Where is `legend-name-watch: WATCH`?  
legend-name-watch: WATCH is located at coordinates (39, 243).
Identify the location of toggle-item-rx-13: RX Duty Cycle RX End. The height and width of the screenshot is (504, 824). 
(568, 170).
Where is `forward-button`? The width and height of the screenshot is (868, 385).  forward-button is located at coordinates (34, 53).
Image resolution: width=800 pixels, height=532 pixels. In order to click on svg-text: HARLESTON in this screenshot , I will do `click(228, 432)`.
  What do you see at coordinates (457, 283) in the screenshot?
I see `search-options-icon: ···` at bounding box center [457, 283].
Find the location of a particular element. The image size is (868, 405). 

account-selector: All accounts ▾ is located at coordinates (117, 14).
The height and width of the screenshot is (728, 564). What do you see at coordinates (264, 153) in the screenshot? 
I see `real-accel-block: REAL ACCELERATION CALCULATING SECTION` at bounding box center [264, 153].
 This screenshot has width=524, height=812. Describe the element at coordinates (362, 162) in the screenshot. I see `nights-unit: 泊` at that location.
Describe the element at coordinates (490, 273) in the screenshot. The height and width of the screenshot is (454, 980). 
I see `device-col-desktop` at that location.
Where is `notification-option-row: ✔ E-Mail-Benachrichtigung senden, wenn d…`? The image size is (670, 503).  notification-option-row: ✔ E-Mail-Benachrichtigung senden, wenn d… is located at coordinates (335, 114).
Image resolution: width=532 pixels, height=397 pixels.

Activity: Every record above should be written out exactly.

Task output:
Where is `legend-name-watch: WATCH`?  
legend-name-watch: WATCH is located at coordinates (39, 243).
Identify the location of toggle-item-rx-13: RX Duty Cycle RX End. The height and width of the screenshot is (504, 824). 
(568, 170).
Where is `forward-button`? The width and height of the screenshot is (868, 385).  forward-button is located at coordinates (34, 53).
Image resolution: width=800 pixels, height=532 pixels. In order to click on svg-text: HARLESTON in this screenshot , I will do `click(228, 432)`.
  What do you see at coordinates (457, 283) in the screenshot?
I see `search-options-icon: ···` at bounding box center [457, 283].
Find the location of a particular element. The image size is (868, 405). 

account-selector: All accounts ▾ is located at coordinates (117, 14).
The height and width of the screenshot is (728, 564). What do you see at coordinates (264, 153) in the screenshot? 
I see `real-accel-block: REAL ACCELERATION CALCULATING SECTION` at bounding box center [264, 153].
 This screenshot has width=524, height=812. Describe the element at coordinates (362, 162) in the screenshot. I see `nights-unit: 泊` at that location.
Describe the element at coordinates (490, 273) in the screenshot. The height and width of the screenshot is (454, 980). 
I see `device-col-desktop` at that location.
Where is `notification-option-row: ✔ E-Mail-Benachrichtigung senden, wenn d…`? The image size is (670, 503).  notification-option-row: ✔ E-Mail-Benachrichtigung senden, wenn d… is located at coordinates (335, 114).
Image resolution: width=532 pixels, height=397 pixels.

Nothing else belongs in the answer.